TwistedSifter

Woman’s Company Started A Walking Competition, And Everyone Was Having Fun Until One Coworker Started Cheating And Counting Her Bike Rides

woman checking fitness band

Reddit/Pexels

Competitions in the workplace can be fun, but often they will backfire.

In this case, everyone was having fun with the company’s walking competition, until a coworker started cheating and counting her bike rides as “steps”.

The woman who shared the story reported her behavior, but now she’s wondering if she was in the wrong for doing so.

Let’s analyze the situation.

AITA for reporting my coworker for cheating in the company walking competition?

At our last company meeting, they announced there would be a step competition.

Participation was voluntary, if the average number of steps is greater than or equal to a 5K per day all participants get a Friday half-day.

The person with the most steps overall wins an Apple Watch.

Nice! The employees were actually excited about the idea.

We would log our steps during work days only for 20 days.

I’ve been in a funk lately and was glad for an excuse to get back into my fitness routine.

I love running and asked if steps from running could be counted.

Matt, who volunteered to manage the competition said it did.

She had a plan and wanted to win.

My goal was 20,000 steps a day thinking this would easily put me in the lead but on day 1 this guy Dave posted 23,000.

I sent him a message on Teams, saying something along the lines of “It’s on!”

The next day I put up 24,000.

He answers back with 25,000.

Another coworker Jenna also joined in.

The 3 of us started having daily chats about our workouts.

By week 2 it’s looking certain 1 of us will win and the whole group is absolutely getting a half day off work.

This sounds lovely, but someone had to ruin the fun.

Then I checked the log and out of nowhere, Tiffany, who’d been posting 10-15,000 per day, posts 65,000 steps.

For perspective, a marathon I ran resulted in 52,000.

That’s a jump!

So I’m skeptical but also, maybe Tiffany ran a casual ultra marathon on a workday?

Who knows.

I sent her a Teams message: “That’s a lot of steps, what’s your secret?”

She said she plays volleyball and wanted to count the steps from her games but can’t safely keep her phone or watch on her to keep count.

To solve this problem, Matt looked up a chart online that gives a step equivalent for other activities.

Ex: volleyball = 89 steps per minute Tennis = 133 spm Etc

Fair enough, but the math still ain’t mathin’, so I said: “Wow, you must have played for like 8 hours!”

That’s when she revealed what she had been doing.

Her reply: “Well, I also rode my bike.”

Now this is where I call it like it is, so I clarified: “You counted riding your bike?”

Turns out she didn’t just use the chart for volleyball, she used it to count everything she did and convert it into steps.

Bike riding, stretching, yoga, washing the dishes.

All great but those are not STEPS.

*Checks notes* It’s a STEP competition!

This seemed pretty lame to me and I just said: “I don’t think that’s really in the spirit of this competition”.

And immediately went to Matt to ask about this chart.

Specifically, if bike riding counted towards steps.

He said bike riding didn’t count, it was too different and also unfair since not every employee has access to a bike.

I thanked him for clarifying and told him that Tiffany may also need some clarification.

Fair enough. But she did not like that at all.

Not 2 minutes later, I get this message from Tiffany:

“Really, you complained about me? That’s actually not in the spirit of the competition. I lost a pet recently and have been so depressed.”

“I’ve been struggling to lose weight and I was so proud of my steps from yesterday! Not everyone can be a marathon runner like you, really uncool.”

I knew I was being a little cheeky going to Matt but Tiffany’s message really took me by surprise.

AITA?

It’s like wanting to win a race by driving your car to the finish line. Indeed, the math wasn’t mathin’.

Let’s see what Reddit has to say about this.

…I agree.

Yup.

True.

A reader shares their thoughts.

Why not?

Another reader chimes in.

Exactly.

It could’ve been good, but they lost it somehow.

This quickly turned into a dystopian Corporate Hunger Games.

Thought that was satisfying? Check out what this employee did when their manager refused to pay for their time while they were traveling for business.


■ **PROBLEM TO WORK ON**: Print each record below exactly as it appears.
»»
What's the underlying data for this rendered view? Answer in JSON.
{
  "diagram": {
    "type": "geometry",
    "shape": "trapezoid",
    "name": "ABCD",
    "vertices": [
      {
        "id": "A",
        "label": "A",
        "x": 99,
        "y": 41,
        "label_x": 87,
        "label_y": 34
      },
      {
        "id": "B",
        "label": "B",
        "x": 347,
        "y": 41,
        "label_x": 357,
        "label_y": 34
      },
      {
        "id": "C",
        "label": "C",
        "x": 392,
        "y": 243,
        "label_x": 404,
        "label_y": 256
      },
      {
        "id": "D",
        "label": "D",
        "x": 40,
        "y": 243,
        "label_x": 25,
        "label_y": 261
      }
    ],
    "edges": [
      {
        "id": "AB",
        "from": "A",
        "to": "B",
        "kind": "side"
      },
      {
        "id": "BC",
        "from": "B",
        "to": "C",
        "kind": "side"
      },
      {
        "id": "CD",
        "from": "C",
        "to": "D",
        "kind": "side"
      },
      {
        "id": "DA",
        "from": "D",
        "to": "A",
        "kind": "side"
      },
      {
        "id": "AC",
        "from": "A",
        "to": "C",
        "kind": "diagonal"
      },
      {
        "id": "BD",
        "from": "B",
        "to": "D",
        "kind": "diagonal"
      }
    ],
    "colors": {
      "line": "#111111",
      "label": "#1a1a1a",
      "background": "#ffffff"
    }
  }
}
««
■ **RESULT OF THIS TASK**:
What's the underlying data for this rendered view? Answer in JSON.
{
  "diagram": {
    "type": "geometry",
    "shape": "trapezoid",
    "name": "ABCD",
    "vertices": [
      {
        "id": "A",
        "label": "A",
        "x": 99,
        "y": 41,
        "label_x": 87,
        "label_y": 34
      },
      {
        "id": "B",
        "label": "B",
        "x": 347,
        "y": 41,
        "label_x": 357,
        "label_y": 34
      },
      {
        "id": "C",
        "label": "C",
        "x": 392,
        "y": 243,
        "label_x": 404,
        "label_y": 256
      },
      {
        "id": "D",
        "label": "D",
        "x": 40,
        "y": 243,
        "label_x": 25,
        "label_y": 261
      }
    ],
    "edges": [
      {
        "id": "AB",
        "from": "A",
        "to": "B",
        "kind": "side"
      },
      {
        "id": "BC",
        "from": "B",
        "to": "C",
        "kind": "side"
      },
      {
        "id": "CD",
        "from": "C",
        "to": "D",
        "kind": "side"
      },
      {
        "id": "DA",
        "from": "D",
        "to": "A",
        "kind": "side"
      },
      {
        "id": "AC",
        "from": "A",
        "to": "C",
        "kind": "diagonal"
      },
      {
        "id": "BD",
        "from": "B",
        "to": "D",
        "kind": "diagonal"
      }
    ],
    "colors": {
      "line": "#111111",
      "label": "#1a1a1a",
      "background": "#ffffff"
    }
  }
}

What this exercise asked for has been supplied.